Drive Angry 3D Blu-ray Movie, Audio Quality  4.5 of 5

Drive Angry's DTS-HD MA 5.1 lossless soundtrack is exactly as one would expect of a movie about fast cars and gruesome violence. It's loud, full of energy, and it milks every gun blast and revving engine for all they're worth, and then some for good measure. Indeed, this is very standard stuff in terms of the high-octane, over-the-top sorts of listens. The entire soundstage pounds out one heavy note or effect after another, effectively engulfing the listener in the mayhem of Drive Angry in most every frame. Music is crisp and spills from every speaker with clarity of the highest order and with enough juice to push the best sound systems to the limit. Bass is strong, gunshots are potent, and various action-oriented sound effects inundate the listening area with unparalleled devastation. Imaging and directional effects are as precisely-tuned as the cars in the movie, dialogue never misses a beat, and even a few quieter scenes deliver impressive background ambience that rounds Drive Angry into an exhilaratingly complete listening experience.


Drive Angry 3D Blu-ray Movie, Special Features and Extras  2.5 of 5

Drive Angry contains no 3D-exclusive extras; all supplements are found on the included 2D-only Blu-ray disc.

  • Audio Commentary: Writer Todd Farmer and the laryngitis-stricken Writer/Director Patrick Lussier discuss in much detail the picture's evolution, the making of particular scenes, the various automobiles used in the film, shooting in 3D, the technical aspects of the shoot in general, Nicholas Cage's performance, shooting locales, trims for length, the amount of violence in the film, the specifics of the plot, and plenty more. Fans will enjoy some of the behind-the-scenes insights, but casual viewers can skip without wondering if they're missing anything of great importance.
  • Deleted Scenes (1080p, 1:36): You Made Me Cheat and Morgan Girl, available with optional filmmaker commentary.
  • Access: Drive Angry: This interactive Picture-in-Picture feature allows viewers to "track Milton's mayhem, view interviews with the cast and filmmakers, and enjoy trivia and facts" as the movie plays. Viewers may jump to each instance that an extra appears, and choose which of the primary pieces to view, all from a small little box situated at the top left-hand corner of the screen, complete with a countdown timer to the next pop-up extra.
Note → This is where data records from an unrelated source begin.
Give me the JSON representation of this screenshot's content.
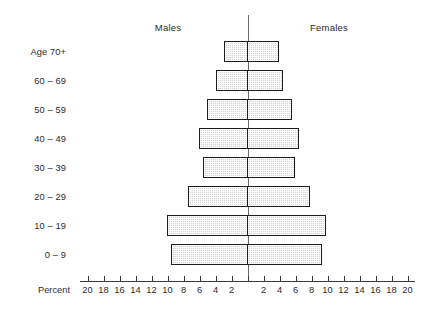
{
  "chart_data": {
    "type": "bar",
    "subtype": "population-pyramid",
    "title": "",
    "xlabel": "Percent",
    "ylabel": "",
    "grid": false,
    "legend_position": "top",
    "axis_unit_px": 8,
    "center_x_px": 247.5,
    "xlim": [
      -20,
      20
    ],
    "x_ticks": [
      20,
      18,
      16,
      14,
      12,
      10,
      8,
      6,
      4,
      2,
      0,
      2,
      4,
      6,
      8,
      10,
      12,
      14,
      16,
      18,
      20
    ],
    "categories": [
      "Age 70+",
      "60 – 69",
      "50 – 59",
      "40 – 49",
      "30 – 39",
      "20 – 29",
      "10 – 19",
      "0 – 9"
    ],
    "series": [
      {
        "name": "Males",
        "values": [
          2.9,
          4.0,
          5.1,
          6.1,
          5.6,
          7.4,
          10.1,
          9.6
        ]
      },
      {
        "name": "Females",
        "values": [
          3.9,
          4.4,
          5.5,
          6.4,
          5.9,
          7.8,
          9.8,
          9.3
        ]
      }
    ],
    "rows": [
      {
        "label": "Age 70+",
        "male": 2.9,
        "female": 3.9
      },
      {
        "label": "60 – 69",
        "male": 4.0,
        "female": 4.4
      },
      {
        "label": "50 – 59",
        "male": 5.1,
        "female": 5.5
      },
      {
        "label": "40 – 49",
        "male": 6.1,
        "female": 6.4
      },
      {
        "label": "30 – 39",
        "male": 5.6,
        "female": 5.9
      },
      {
        "label": "20 – 29",
        "male": 7.4,
        "female": 7.8
      },
      {
        "label": "10 – 19",
        "male": 10.1,
        "female": 9.8
      },
      {
        "label": "0 – 9",
        "male": 9.6,
        "female": 9.3
      }
    ],
    "colors": {
      "bar_fill": "#d2d2d2",
      "bar_border": "#1d1d1d",
      "axis": "#3a3a3a",
      "center_line": "#6b6b6b",
      "text": "#2b2b2b",
      "background": "#ffffff"
    }
  },
  "header": {
    "males_label": "Males",
    "females_label": "Females"
  },
  "axis": {
    "percent_label": "Percent"
  }
}
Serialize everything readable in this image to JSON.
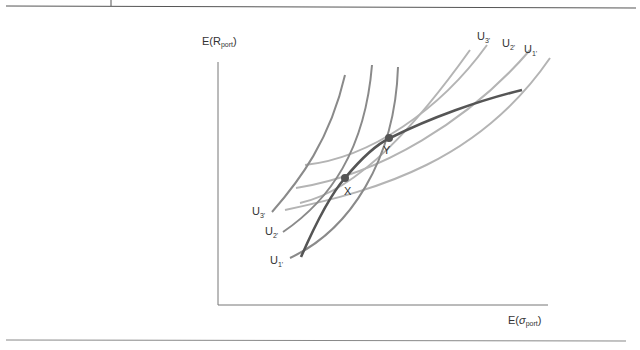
{
  "figure": {
    "y_axis_label": {
      "main": "E(R",
      "sub": "port",
      "close": ")"
    },
    "x_axis_label": {
      "main": "E(",
      "sigma": "σ",
      "sub": "port",
      "close": ")"
    },
    "points": [
      {
        "id": "X",
        "label": "X"
      },
      {
        "id": "Y",
        "label": "Y"
      }
    ],
    "steep_curve_labels": [
      {
        "base": "U",
        "sub": "3'"
      },
      {
        "base": "U",
        "sub": "2'"
      },
      {
        "base": "U",
        "sub": "1'"
      }
    ],
    "flat_curve_labels": [
      {
        "base": "U",
        "sub": "3'"
      },
      {
        "base": "U",
        "sub": "2'"
      },
      {
        "base": "U",
        "sub": "1'"
      }
    ],
    "colors": {
      "frontier": "#555555",
      "steep_curves": "#8a8a8a",
      "flat_curves": "#b4b4b4",
      "axes": "#777777",
      "points": "#555555"
    }
  }
}
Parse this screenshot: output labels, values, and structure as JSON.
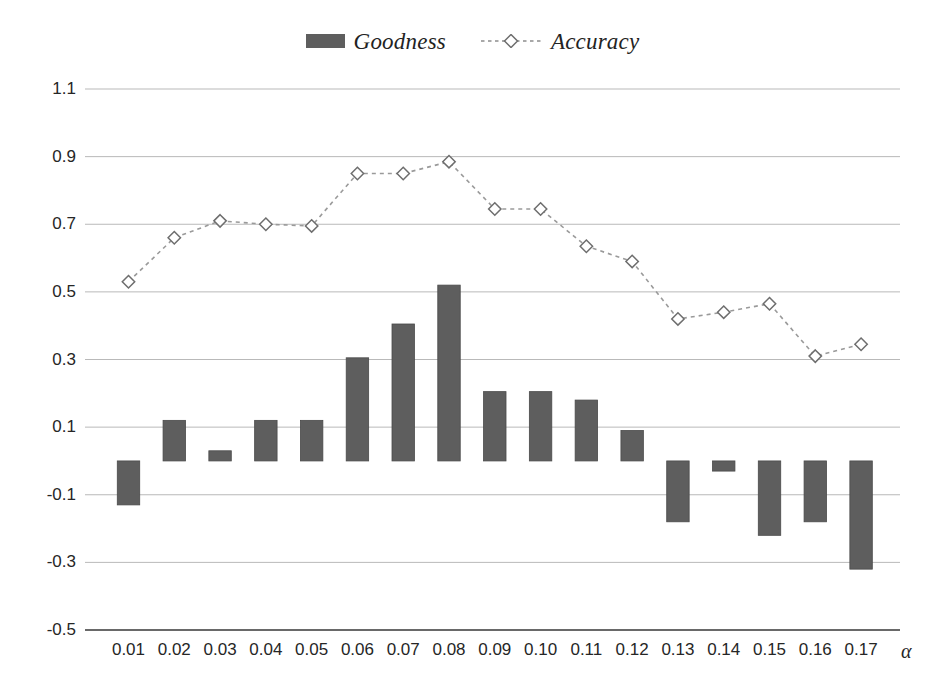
{
  "legend": {
    "position": "top-center",
    "entries": [
      {
        "label": "Goodness",
        "marker": "filled-bar-swatch",
        "color": "#5e5e5e"
      },
      {
        "label": "Accuracy",
        "marker": "dashed-line-diamond",
        "color": "#8a8a8a"
      }
    ]
  },
  "colors": {
    "bar_fill": "#5e5e5e",
    "bar_stroke": "#4a4a4a",
    "line_stroke": "#9a9a9a",
    "marker_stroke": "#6e6e6e",
    "marker_fill": "#ffffff",
    "grid": "#b9b9b9",
    "axis": "#5f5f5f",
    "text": "#262626"
  },
  "chart_data": {
    "type": "bar",
    "title": "",
    "xlabel": "α",
    "ylabel": "",
    "grid": true,
    "legend_position": "top-center",
    "ylim": [
      -0.5,
      1.1
    ],
    "ytick_labels": [
      "1.1",
      "0.9",
      "0.7",
      "0.5",
      "0.3",
      "0.1",
      "-0.1",
      "-0.3",
      "-0.5"
    ],
    "yticks": [
      1.1,
      0.9,
      0.7,
      0.5,
      0.3,
      0.1,
      -0.1,
      -0.3,
      -0.5
    ],
    "categories": [
      "0.01",
      "0.02",
      "0.03",
      "0.04",
      "0.05",
      "0.06",
      "0.07",
      "0.08",
      "0.09",
      "0.10",
      "0.11",
      "0.12",
      "0.13",
      "0.14",
      "0.15",
      "0.16",
      "0.17"
    ],
    "series": [
      {
        "name": "Goodness",
        "kind": "bar",
        "values": [
          -0.13,
          0.12,
          0.03,
          0.12,
          0.12,
          0.305,
          0.405,
          0.52,
          0.205,
          0.205,
          0.18,
          0.09,
          -0.18,
          -0.03,
          -0.22,
          -0.18,
          -0.32
        ]
      },
      {
        "name": "Accuracy",
        "kind": "line",
        "values": [
          0.53,
          0.66,
          0.71,
          0.7,
          0.695,
          0.85,
          0.85,
          0.885,
          0.745,
          0.745,
          0.635,
          0.59,
          0.42,
          0.44,
          0.465,
          0.31,
          0.345
        ]
      }
    ]
  }
}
Drive Angry 3D Blu-ray Movie, Overall Score and Recommendation  3.5 of 5

Drive Angry is one of those wishy-washy eh, could have been better, could have been worse movies. It's fine for what it is, but at the same time it feels terribly unimaginative. The plot isn't worth the paper it's written on, serving only as a means to an end to get the movie from one action scene to the next. Even with the premise of a baby on the brink of being sacrificed, there's no heart, no emotion, just an admittedly fun but very choppy ride down the same old Action movie highway, except here Drive Angry attempts to detour down Tarantino Parkway but crashes and burns instead of capturing that same kind of magic. Summit Entertainment's Blu-ray 3D release of Drive Angry yields a fairly strong 1080p 3D transfer, an Action movie-typical lossless soundtrack, and an average array of extras. Worth a rental and maybe a buy should fans of these sorts of movies find it on a good sale.